Speak truth – to the powerless


In the hands of fools, a good aphorism turns into a misdirection (including this one, although I'm not vain enough to consider my aphorism all that good).

Take the role of the journalist, which by old usage is “to speak truth to power”.

Either the Quakers coined the phrase, since they lay claim to it here, or they borrowed and popularised it.

Either way, it has nothing to do with journalism. The full book title from the Society of Friends is: “SPEAK TRUTH TO POWER – A Quaker Search for an Alternative to Violence”.

Nothing to do with journalism, then. But it got plagiarised and popularised, embraced, adopted, and extinguished.

Power” is, right now in Australia, engaged in theft, deception, oppression, and corruption. It doesn't care about truth, it only cares about holding its power to its chest, long enough to deal a crookedly-shuffled deck of cards that will put all the aces in the hands of its backers and ideological fellow-travellers.

The role of the journalist is not to “speak truth to power”, for a very good reason.

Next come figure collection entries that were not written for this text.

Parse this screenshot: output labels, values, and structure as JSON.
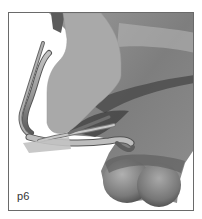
{
  "figure": {
    "panel_label": "p6",
    "colors": {
      "background": "#ffffff",
      "frame": "#6a6a6a",
      "cut_plane": "#a9a9a9",
      "surface_light": "#b8b8b8",
      "surface_mid": "#8c8c8c",
      "surface_dark": "#4a4a4a",
      "label_text": "#333333"
    }
  }
}
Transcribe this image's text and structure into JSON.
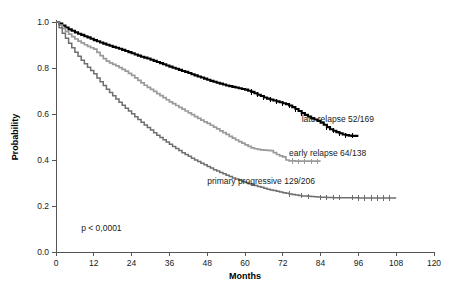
{
  "chart_data": {
    "type": "line",
    "title": "",
    "xlabel": "Months",
    "ylabel": "Probability",
    "xlim": [
      0,
      120
    ],
    "ylim": [
      0.0,
      1.0
    ],
    "xticks": [
      0,
      12,
      24,
      36,
      48,
      60,
      72,
      84,
      96,
      108,
      120
    ],
    "xtick_labels": [
      "0",
      "12",
      "24",
      "36",
      "48",
      "60",
      "72",
      "84",
      "96",
      "108",
      "120"
    ],
    "yticks": [
      0.0,
      0.2,
      0.4,
      0.6,
      0.8,
      1.0
    ],
    "ytick_labels": [
      "0.0",
      "0.2",
      "0.4",
      "0.6",
      "0.8",
      "1.0"
    ],
    "grid": false,
    "legend_position": "inline-right-of-curves",
    "annotations": [
      {
        "name": "p-value",
        "text": "p < 0,0001",
        "x": 8,
        "y": 0.09
      }
    ],
    "series": [
      {
        "name": "late relapse",
        "label": "late relapse 52/169",
        "events": 52,
        "total": 169,
        "color": "#000000",
        "width": 2.1,
        "label_x": 78,
        "label_y": 0.565,
        "final_probability": 0.505,
        "points": [
          [
            0,
            1.0
          ],
          [
            1,
            0.993
          ],
          [
            2,
            0.985
          ],
          [
            3,
            0.976
          ],
          [
            4,
            0.968
          ],
          [
            5,
            0.962
          ],
          [
            6,
            0.955
          ],
          [
            7,
            0.949
          ],
          [
            8,
            0.944
          ],
          [
            9,
            0.938
          ],
          [
            10,
            0.933
          ],
          [
            11,
            0.927
          ],
          [
            12,
            0.921
          ],
          [
            13,
            0.916
          ],
          [
            14,
            0.911
          ],
          [
            15,
            0.906
          ],
          [
            16,
            0.901
          ],
          [
            17,
            0.897
          ],
          [
            18,
            0.892
          ],
          [
            19,
            0.888
          ],
          [
            20,
            0.884
          ],
          [
            21,
            0.879
          ],
          [
            22,
            0.874
          ],
          [
            23,
            0.869
          ],
          [
            24,
            0.864
          ],
          [
            25,
            0.859
          ],
          [
            26,
            0.854
          ],
          [
            27,
            0.849
          ],
          [
            28,
            0.845
          ],
          [
            29,
            0.841
          ],
          [
            30,
            0.836
          ],
          [
            31,
            0.831
          ],
          [
            32,
            0.826
          ],
          [
            33,
            0.821
          ],
          [
            34,
            0.816
          ],
          [
            35,
            0.811
          ],
          [
            36,
            0.806
          ],
          [
            37,
            0.801
          ],
          [
            38,
            0.797
          ],
          [
            39,
            0.792
          ],
          [
            40,
            0.787
          ],
          [
            41,
            0.783
          ],
          [
            42,
            0.778
          ],
          [
            43,
            0.773
          ],
          [
            44,
            0.768
          ],
          [
            45,
            0.763
          ],
          [
            46,
            0.759
          ],
          [
            47,
            0.754
          ],
          [
            48,
            0.749
          ],
          [
            49,
            0.744
          ],
          [
            50,
            0.74
          ],
          [
            51,
            0.736
          ],
          [
            52,
            0.732
          ],
          [
            53,
            0.728
          ],
          [
            54,
            0.724
          ],
          [
            55,
            0.721
          ],
          [
            56,
            0.718
          ],
          [
            57,
            0.715
          ],
          [
            58,
            0.712
          ],
          [
            59,
            0.709
          ],
          [
            60,
            0.706
          ],
          [
            61,
            0.701
          ],
          [
            62,
            0.696
          ],
          [
            63,
            0.69
          ],
          [
            64,
            0.684
          ],
          [
            65,
            0.678
          ],
          [
            66,
            0.672
          ],
          [
            67,
            0.667
          ],
          [
            68,
            0.663
          ],
          [
            69,
            0.659
          ],
          [
            70,
            0.655
          ],
          [
            71,
            0.651
          ],
          [
            72,
            0.647
          ],
          [
            73,
            0.643
          ],
          [
            74,
            0.637
          ],
          [
            75,
            0.63
          ],
          [
            76,
            0.622
          ],
          [
            77,
            0.613
          ],
          [
            78,
            0.604
          ],
          [
            79,
            0.596
          ],
          [
            80,
            0.589
          ],
          [
            81,
            0.582
          ],
          [
            82,
            0.576
          ],
          [
            83,
            0.57
          ],
          [
            84,
            0.562
          ],
          [
            85,
            0.553
          ],
          [
            86,
            0.543
          ],
          [
            87,
            0.534
          ],
          [
            88,
            0.527
          ],
          [
            89,
            0.521
          ],
          [
            90,
            0.516
          ],
          [
            91,
            0.511
          ],
          [
            92,
            0.508
          ],
          [
            93,
            0.506
          ],
          [
            94,
            0.505
          ],
          [
            96,
            0.505
          ]
        ],
        "censor_times": [
          62,
          64,
          66,
          68,
          70,
          72,
          74,
          76,
          78,
          86,
          88,
          90,
          92,
          94
        ]
      },
      {
        "name": "early relapse",
        "label": "early relapse 64/138",
        "events": 64,
        "total": 138,
        "color": "#9a9a9a",
        "width": 1.7,
        "label_x": 74,
        "label_y": 0.418,
        "final_probability": 0.395,
        "points": [
          [
            0,
            1.0
          ],
          [
            1,
            0.986
          ],
          [
            2,
            0.972
          ],
          [
            3,
            0.959
          ],
          [
            4,
            0.947
          ],
          [
            5,
            0.936
          ],
          [
            6,
            0.926
          ],
          [
            7,
            0.917
          ],
          [
            8,
            0.909
          ],
          [
            9,
            0.901
          ],
          [
            10,
            0.894
          ],
          [
            11,
            0.888
          ],
          [
            12,
            0.882
          ],
          [
            13,
            0.868
          ],
          [
            14,
            0.854
          ],
          [
            15,
            0.841
          ],
          [
            16,
            0.83
          ],
          [
            17,
            0.822
          ],
          [
            18,
            0.816
          ],
          [
            19,
            0.809
          ],
          [
            20,
            0.802
          ],
          [
            21,
            0.794
          ],
          [
            22,
            0.786
          ],
          [
            23,
            0.777
          ],
          [
            24,
            0.768
          ],
          [
            25,
            0.757
          ],
          [
            26,
            0.746
          ],
          [
            27,
            0.735
          ],
          [
            28,
            0.725
          ],
          [
            29,
            0.716
          ],
          [
            30,
            0.707
          ],
          [
            31,
            0.698
          ],
          [
            32,
            0.689
          ],
          [
            33,
            0.68
          ],
          [
            34,
            0.671
          ],
          [
            35,
            0.662
          ],
          [
            36,
            0.653
          ],
          [
            37,
            0.645
          ],
          [
            38,
            0.637
          ],
          [
            39,
            0.629
          ],
          [
            40,
            0.621
          ],
          [
            41,
            0.613
          ],
          [
            42,
            0.605
          ],
          [
            43,
            0.597
          ],
          [
            44,
            0.589
          ],
          [
            45,
            0.581
          ],
          [
            46,
            0.573
          ],
          [
            47,
            0.566
          ],
          [
            48,
            0.559
          ],
          [
            49,
            0.551
          ],
          [
            50,
            0.543
          ],
          [
            51,
            0.535
          ],
          [
            52,
            0.527
          ],
          [
            53,
            0.519
          ],
          [
            54,
            0.511
          ],
          [
            55,
            0.503
          ],
          [
            56,
            0.495
          ],
          [
            57,
            0.487
          ],
          [
            58,
            0.48
          ],
          [
            59,
            0.473
          ],
          [
            60,
            0.466
          ],
          [
            61,
            0.459
          ],
          [
            62,
            0.453
          ],
          [
            63,
            0.449
          ],
          [
            64,
            0.446
          ],
          [
            65,
            0.444
          ],
          [
            66,
            0.443
          ],
          [
            67,
            0.442
          ],
          [
            68,
            0.441
          ],
          [
            69,
            0.432
          ],
          [
            70,
            0.424
          ],
          [
            71,
            0.418
          ],
          [
            72,
            0.414
          ],
          [
            73,
            0.4
          ],
          [
            74,
            0.396
          ],
          [
            76,
            0.395
          ],
          [
            84,
            0.395
          ]
        ],
        "censor_times": [
          75,
          77,
          79,
          81,
          83
        ]
      },
      {
        "name": "primary progressive",
        "label": "primary progressive 129/206",
        "events": 129,
        "total": 206,
        "color": "#6e6e6e",
        "width": 1.5,
        "label_x": 48,
        "label_y": 0.295,
        "final_probability": 0.235,
        "points": [
          [
            0,
            1.0
          ],
          [
            1,
            0.975
          ],
          [
            2,
            0.951
          ],
          [
            3,
            0.929
          ],
          [
            4,
            0.908
          ],
          [
            5,
            0.888
          ],
          [
            6,
            0.869
          ],
          [
            7,
            0.851
          ],
          [
            8,
            0.834
          ],
          [
            9,
            0.818
          ],
          [
            10,
            0.803
          ],
          [
            11,
            0.789
          ],
          [
            12,
            0.775
          ],
          [
            13,
            0.757
          ],
          [
            14,
            0.74
          ],
          [
            15,
            0.724
          ],
          [
            16,
            0.708
          ],
          [
            17,
            0.693
          ],
          [
            18,
            0.679
          ],
          [
            19,
            0.665
          ],
          [
            20,
            0.651
          ],
          [
            21,
            0.638
          ],
          [
            22,
            0.625
          ],
          [
            23,
            0.613
          ],
          [
            24,
            0.601
          ],
          [
            25,
            0.588
          ],
          [
            26,
            0.576
          ],
          [
            27,
            0.564
          ],
          [
            28,
            0.552
          ],
          [
            29,
            0.541
          ],
          [
            30,
            0.53
          ],
          [
            31,
            0.519
          ],
          [
            32,
            0.508
          ],
          [
            33,
            0.498
          ],
          [
            34,
            0.488
          ],
          [
            35,
            0.478
          ],
          [
            36,
            0.468
          ],
          [
            37,
            0.459
          ],
          [
            38,
            0.45
          ],
          [
            39,
            0.441
          ],
          [
            40,
            0.432
          ],
          [
            41,
            0.424
          ],
          [
            42,
            0.416
          ],
          [
            43,
            0.408
          ],
          [
            44,
            0.4
          ],
          [
            45,
            0.393
          ],
          [
            46,
            0.386
          ],
          [
            47,
            0.379
          ],
          [
            48,
            0.372
          ],
          [
            49,
            0.365
          ],
          [
            50,
            0.358
          ],
          [
            51,
            0.352
          ],
          [
            52,
            0.346
          ],
          [
            53,
            0.34
          ],
          [
            54,
            0.334
          ],
          [
            55,
            0.328
          ],
          [
            56,
            0.322
          ],
          [
            57,
            0.317
          ],
          [
            58,
            0.312
          ],
          [
            59,
            0.307
          ],
          [
            60,
            0.302
          ],
          [
            61,
            0.297
          ],
          [
            62,
            0.293
          ],
          [
            63,
            0.289
          ],
          [
            64,
            0.285
          ],
          [
            65,
            0.281
          ],
          [
            66,
            0.277
          ],
          [
            67,
            0.273
          ],
          [
            68,
            0.27
          ],
          [
            69,
            0.267
          ],
          [
            70,
            0.264
          ],
          [
            71,
            0.261
          ],
          [
            72,
            0.258
          ],
          [
            73,
            0.255
          ],
          [
            74,
            0.252
          ],
          [
            75,
            0.25
          ],
          [
            76,
            0.248
          ],
          [
            77,
            0.246
          ],
          [
            78,
            0.244
          ],
          [
            79,
            0.243
          ],
          [
            80,
            0.242
          ],
          [
            81,
            0.241
          ],
          [
            82,
            0.24
          ],
          [
            83,
            0.239
          ],
          [
            84,
            0.238
          ],
          [
            86,
            0.237
          ],
          [
            88,
            0.236
          ],
          [
            92,
            0.236
          ],
          [
            96,
            0.235
          ],
          [
            108,
            0.235
          ]
        ],
        "censor_times": [
          74,
          78,
          80,
          84,
          86,
          88,
          90,
          94,
          96,
          98,
          100,
          102,
          104,
          106
        ]
      }
    ]
  }
}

The powerful aren't listening. At best, they'll invite you in to tea to make you feel important. They'll pick winners from those that speak, those that rise, and make them insiders.

If you're insidered by politics, you'll be comfortably and painlessly neutered, captured by process, and you'll seamlessly and quietly stop thinking about speaking truth to power, to be instead captured by another aphorism, “the art of the possible.” Eventually, you'll become irrelevant or detested.

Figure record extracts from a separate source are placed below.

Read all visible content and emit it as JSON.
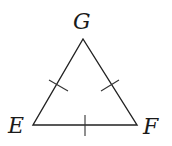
{
  "figure": {
    "type": "equilateral-triangle",
    "vertices": [
      {
        "name": "G",
        "x": 83,
        "y": 39,
        "label_x": 76,
        "label_y": 29
      },
      {
        "name": "E",
        "x": 33,
        "y": 125,
        "label_x": 10,
        "label_y": 134
      },
      {
        "name": "F",
        "x": 137,
        "y": 125,
        "label_x": 143,
        "label_y": 134
      }
    ],
    "sides": [
      {
        "from": "E",
        "to": "G",
        "tick_marks": 1
      },
      {
        "from": "G",
        "to": "F",
        "tick_marks": 1
      },
      {
        "from": "E",
        "to": "F",
        "tick_marks": 1
      }
    ],
    "labels": {
      "G": "G",
      "E": "E",
      "F": "F"
    },
    "stroke_color": "#222222"
  }
}
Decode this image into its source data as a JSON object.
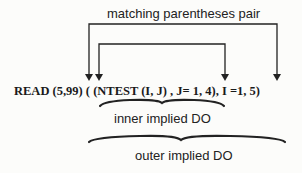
{
  "diagram": {
    "code_statement": "READ (5,99) ( (NTEST (I, J) , J= 1, 4), I =1, 5)",
    "annotations": {
      "top_label": "matching parentheses pair",
      "inner_label": "inner implied DO",
      "outer_label": "outer implied DO"
    },
    "arrows": [
      {
        "name": "outer-parentheses-pair",
        "from": "first ( after READ (5,99)",
        "to": "final )"
      },
      {
        "name": "inner-parentheses-pair",
        "from": "( before NTEST",
        "to": ") after 1, 4"
      }
    ],
    "braces": [
      {
        "name": "inner-implied-do-brace",
        "spans": "(NTEST (I, J) , J= 1, 4)"
      },
      {
        "name": "outer-implied-do-brace",
        "spans": "( (NTEST (I, J) , J= 1, 4), I =1, 5)"
      }
    ],
    "colors": {
      "ink": "#222222",
      "background": "#fcfcfa"
    }
  }
}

And before you tell me it can't happen to you, note: Peter Garret is still maintaining a distressingly neutered silence, even out of office. His aggressive stance has turned defensive.

Today's “art of the possible” in Australia is a vicious, nasty, small thing that involves robbing the public on behalf of the rich.

If you're insidered as a journalist, you'll become part of the Canberra Gallery, and most of your audience will be other insiders, which is pretty damn useless.

The job of the journalist is not to “speak truth to power”. It's to speak truth to the powerless.

Because the powerless are the readers. You know, the ones whose eyeballs your oh-so-detested sales people are trying to sell.

The powerless are the audience that needs the truth.

They're getting screwed over, ripped off, made to pay for the high lives of others. And meanwhile, they're not getting told the truth.

They're not getting the truth, because the technique of subversion works so well.

Make the journalist an insider, and truth dies on a crucifix whose nails are comfort, tenure, and leaks.

And the sign over the head, as ironic as Pilate's “King of the Jews”, reads “Speak Truth to Power”.

The only way the powerless can learn, organise, learn to hate, and refine their hate into organisation, is if they're told the truth.

Speak truth to the powerless.

Addendum: The more I think about it, the more that the application of "speak truth to power" to journalism exemplifies a brilliant, seductive and utterly cynical application of the phrase.

In short, it means "talk to us, not to them." Which both neuters journalism - since it confines it to a cloistered insider audience - and excludes the mass audience.

And it appeals to the journalists. Unless we're even more mentally disturbed than our peers, being close to power is nice. You wear better clothes than people on the sport or crime beats, get addressed by name by politicians in public, and get to live on the inside.